I’ve become obsessed with writing, like it’s a practice I can’t disconnect from. The last post took several days to write, I started it and then kept revisiting and revising it. There were multiple directions that it could have gone in and I disliked all of them. I would start paragraphs, come up with sentences I wanted to use, and then everything would immediately fall flat. At one point I even decided to scrap the entire entry. A trip to the supplement store to pick up fish oil helped me clear my mind, and I finally finished it on the train back to Brooklyn.
I’m a bit terrified of writing at this point. The blog was fun in the beginning because my relationship with it was fairly blasé. I was smoking weed and dealing with an emotional crisis so I had an excuse to show up half functional and mostly apathetic. Writing then was like getting tipsy on a first date, it was a fun little experiment, nothing serious.
Now I feel like I’m in a long term relationship with writing, and the reality keeps fluctuating. Before I was showing up with my emotional crisis, so it was easier to access a torrent of emotions. That chaos has subsided though and now I’m left with a dilemma: how do I adequately express myself? How do I take my my psychological reality at any given moment, distill it, and then serve it in an entry?
The reason this crisis is coming to a head is because I’ve started looking at my writing from a more critical lens. Sometimes I feel like talking about my problems, or whatever it is that I’m dealing with, is the equivalent of microwaving a tv dinner. It’s easy and it doesn’t pack much of a nutritional punch. I would like my writing to feel a bit more exotic, something that can temporarily suspend someone from their current reality by creating a pathway to something deeper, more meaningful.

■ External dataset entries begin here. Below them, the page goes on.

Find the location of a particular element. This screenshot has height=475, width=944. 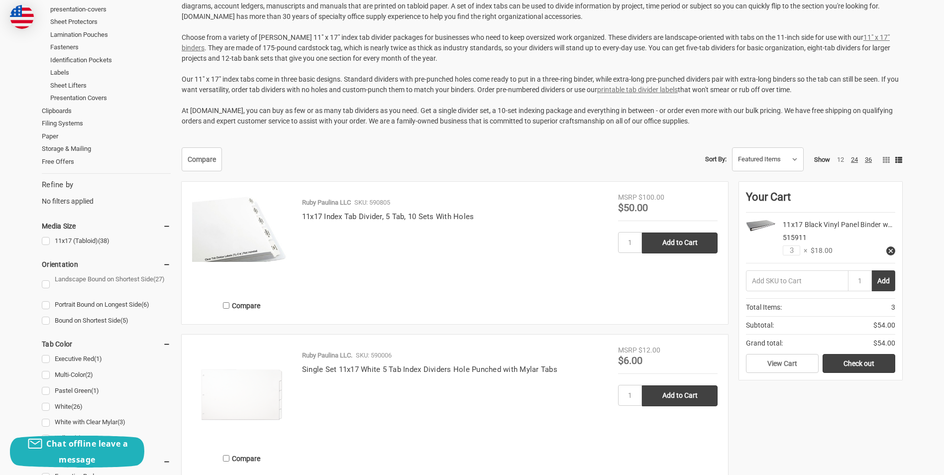

a: Paper is located at coordinates (106, 136).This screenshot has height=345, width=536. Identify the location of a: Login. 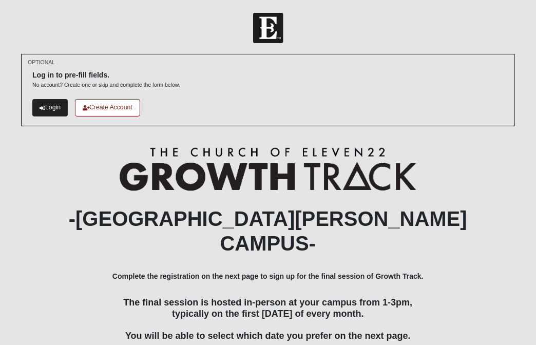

I’m realizing this is a much more extensive undertaking than I anticipated. New York is incredibly humid right now. I was at the park late Wednesday night and it was flooded with people. Summer brings out everyone’s playfulness and it was on full display while I was there. I tried coming up with ways to describe the scene and nothing really captured how I felt. I realized I need to learn how to write. It’s easy to throw words on a page, but it’s an entirely different undertaking to carve my reality into someone’s mind so they can taste something different.